A Quiet Intensity, Matched With Big Ambitions

Back in the United States, Mr. Kahn completed his master’s program, then returned to Dallas as an editor on the foreign desk of The Morning News. Soon, the newspaper agreed to make him an Asia correspondent, based in Hong Kong, where his reporting on mistreatment of Chinese women helped the paper win a Pulitzer in 1994.

Hired by The Wall Street Journal at the end of 1993, Mr. Kahn was based in Shanghai, a rare station for American journalists at the time. One colleague, Kathy Chen, recalled Mr. Kahn as wry but understated. “He was a master of making some funny comment while barely cracking a smile,” she said.

His career was on the upswing — until a wrong turn threatened to derail it.

At 32, Mr. Kahn was appointed editor and publisher of The Far Eastern Economic Review, a weekly publication owned by Dow Jones, The Journal’s parent company. It was a poor fit: Older reporters were skeptical of Mr. Kahn’s relative inexperience, and he had never overseen the business side of a professional publication. He returned to The Journal as a correspondent after only three months.

In hindsight, Mr. Kahn called it a blessing: His reporting soon landed him a job at The Times in 1998. He would have to start over in an unfamiliar newsroom, but he said that was part of the appeal: “I was excited to prove myself again.”

After a stateside stint covering Wall Street and economics, Mr. Kahn returned to China in 2002. He reported aggressively on the country’s politics and financial dealings, irking leaders who were hostile to a free press. In 2003, a young Times researcher, Zhao Yan, was arrested on charges of disclosing state secrets; Mr. Kahn helped lead efforts to free him and defend him in court.

In 2006, Mr. Kahn’s investigation into China’s antiquated legal system, co-written with the correspondent Jim Yardley, won a Pulitzer Prize. The next year, he married Shannon Wu, who formerly worked at the World Bank; they now live in Manhattan’s Greenwich Village with their two sons.

After returning to New York in 2008 as an editor, Mr. Kahn helped launch The Times’s Chinese-language website, a multimillion-dollar investment at a time of financial scarcity for the company. Shortly after the site launched in 2012, Mr. Kahn was part of the team of editors who decided to publish an investigation into the hidden wealth of China’s ruling class, led by the Business desk, over the strident objections of the Chinese government.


=== Your instructions ===
Repeat exactly, and only, the lines from the line bearing "What do you see at coordinates (489, 414)" through the end of the material. Do not copy the pictures.

----- Records for this exercise -----

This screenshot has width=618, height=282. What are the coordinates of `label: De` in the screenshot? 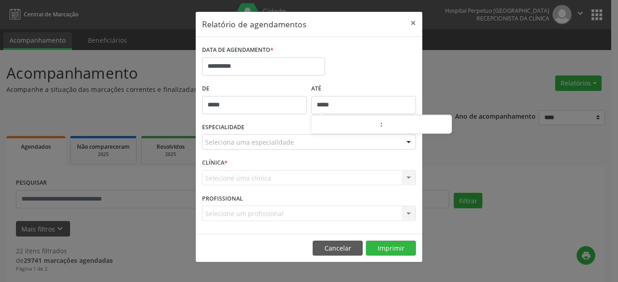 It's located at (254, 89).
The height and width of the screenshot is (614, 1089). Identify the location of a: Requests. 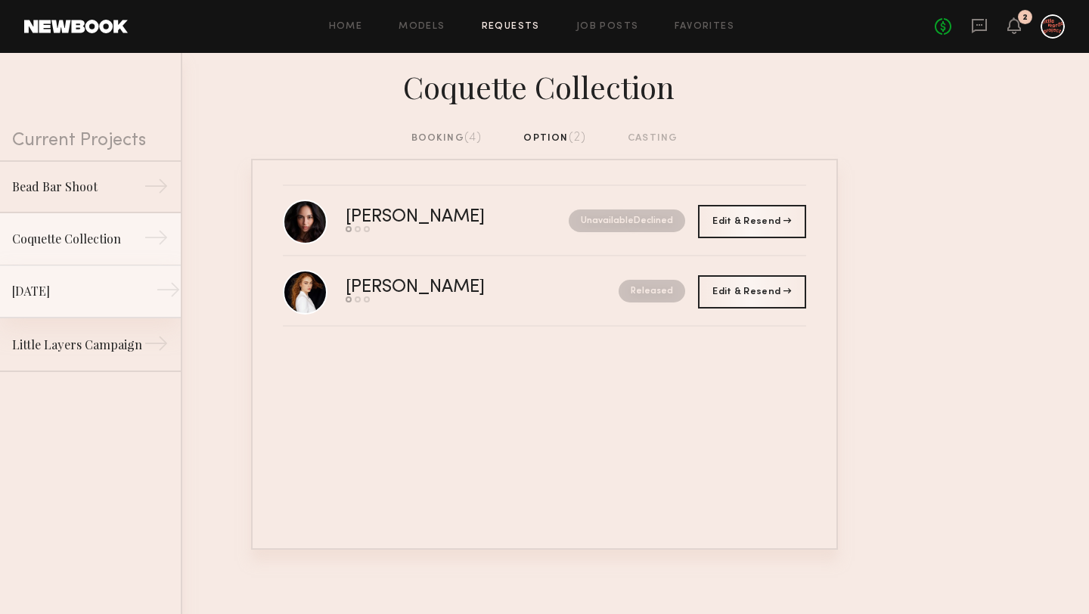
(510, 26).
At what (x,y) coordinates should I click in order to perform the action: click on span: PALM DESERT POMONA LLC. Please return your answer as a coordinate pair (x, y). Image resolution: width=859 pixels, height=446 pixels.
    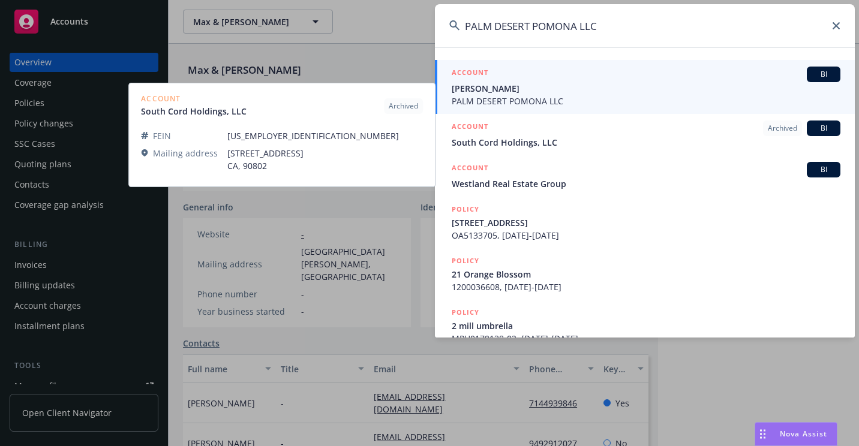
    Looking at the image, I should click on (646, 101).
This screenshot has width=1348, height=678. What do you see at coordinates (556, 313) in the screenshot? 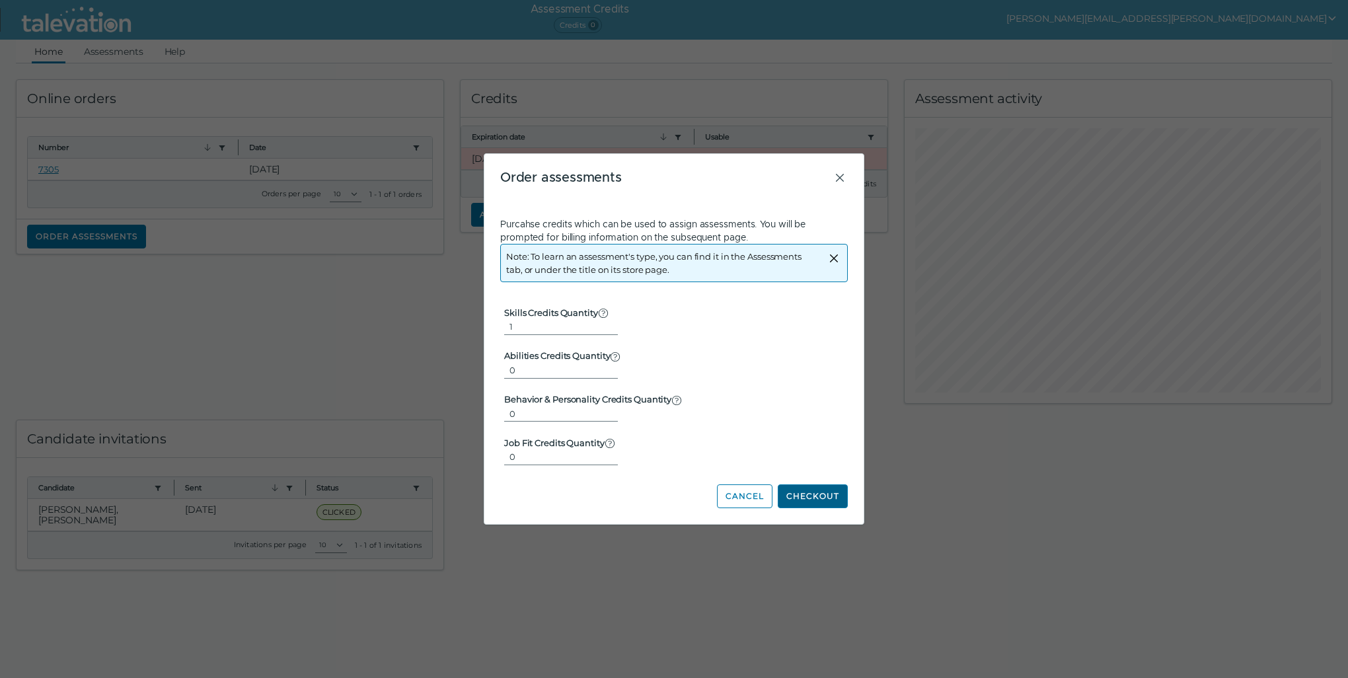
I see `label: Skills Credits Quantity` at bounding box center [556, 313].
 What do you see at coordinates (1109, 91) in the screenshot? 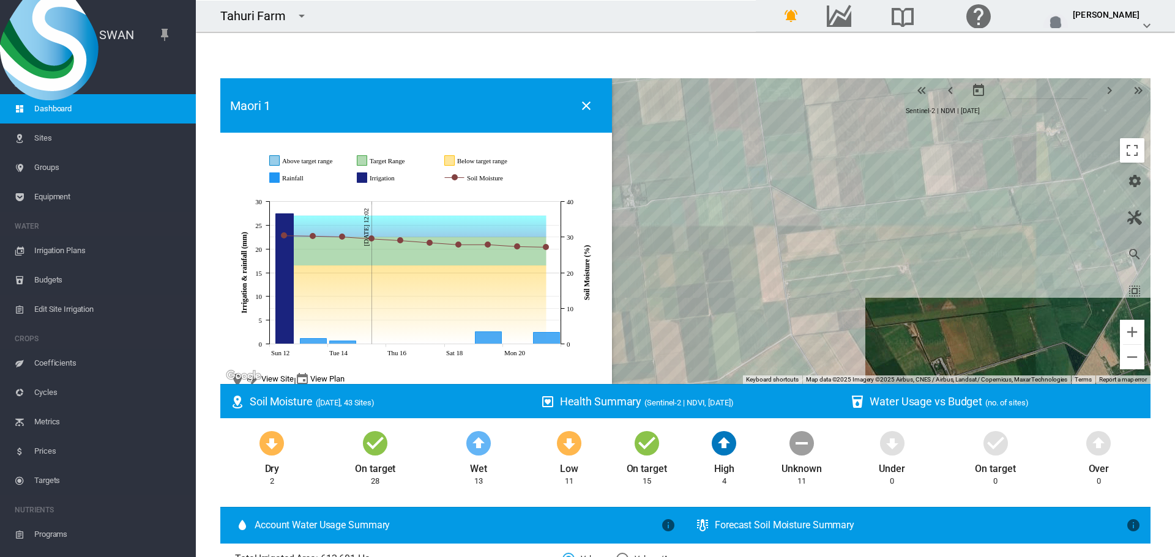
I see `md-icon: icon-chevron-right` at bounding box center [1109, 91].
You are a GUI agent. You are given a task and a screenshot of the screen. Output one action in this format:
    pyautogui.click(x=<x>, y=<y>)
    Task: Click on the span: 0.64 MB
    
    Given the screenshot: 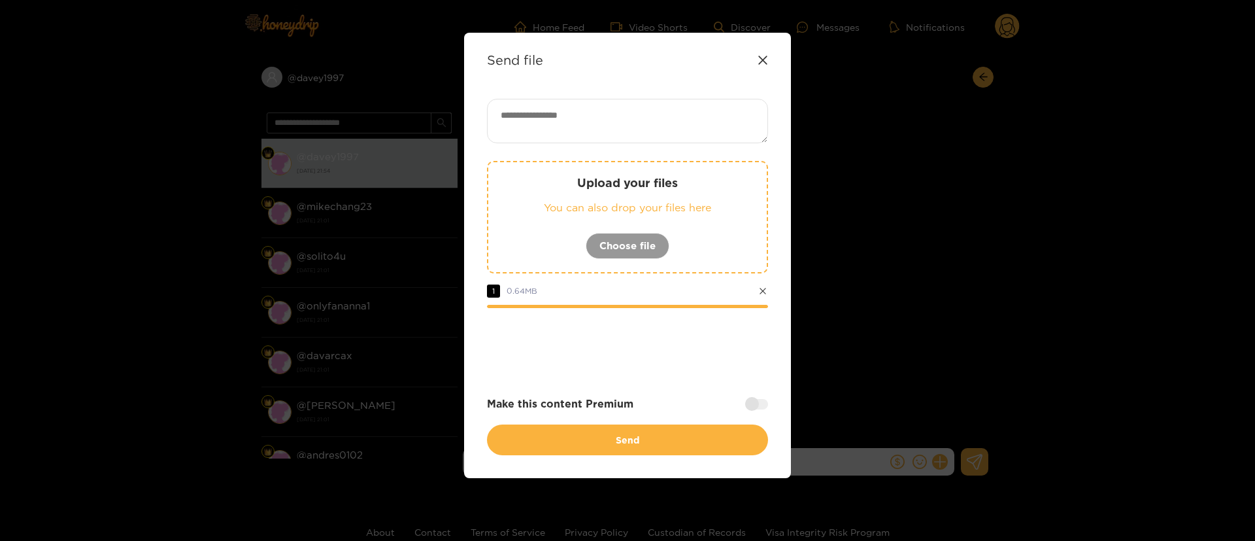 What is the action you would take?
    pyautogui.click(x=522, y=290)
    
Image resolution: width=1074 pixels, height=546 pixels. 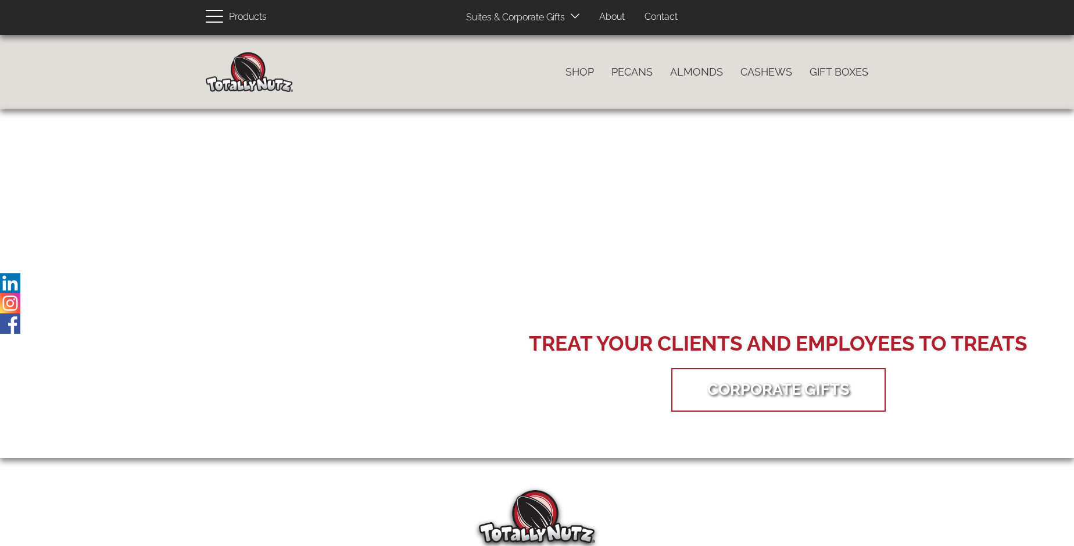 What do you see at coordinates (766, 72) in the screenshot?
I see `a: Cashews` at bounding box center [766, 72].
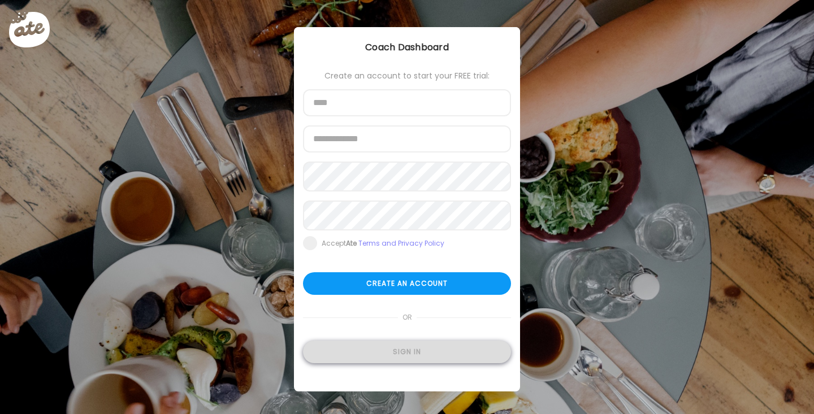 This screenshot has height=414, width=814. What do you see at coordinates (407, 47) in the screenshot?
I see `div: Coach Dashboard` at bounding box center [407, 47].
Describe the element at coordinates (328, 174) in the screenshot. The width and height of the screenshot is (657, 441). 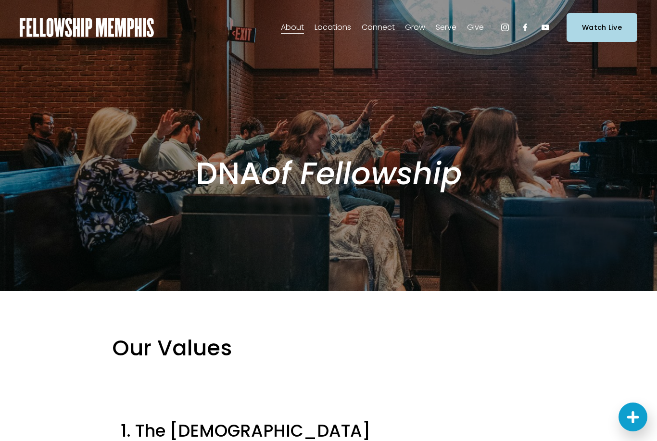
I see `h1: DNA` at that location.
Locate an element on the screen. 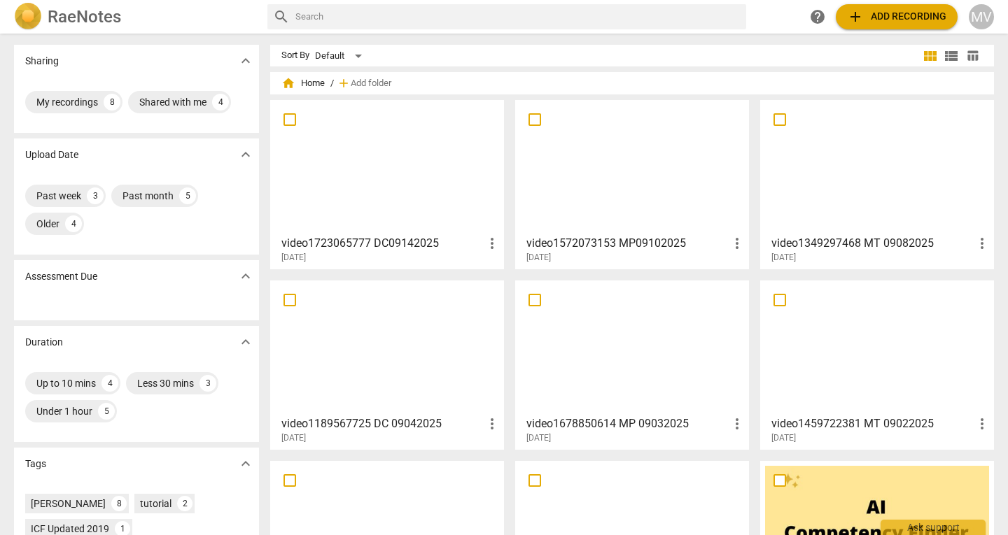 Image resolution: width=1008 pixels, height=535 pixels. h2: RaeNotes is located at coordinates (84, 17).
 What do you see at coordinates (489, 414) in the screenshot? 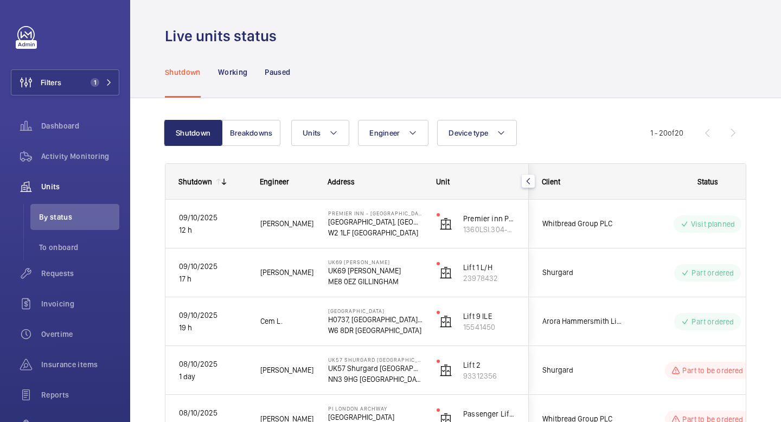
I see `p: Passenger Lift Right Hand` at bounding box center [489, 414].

-----

=== Output ===
 What do you see at coordinates (489, 414) in the screenshot? 
I see `p: Passenger Lift Right Hand` at bounding box center [489, 414].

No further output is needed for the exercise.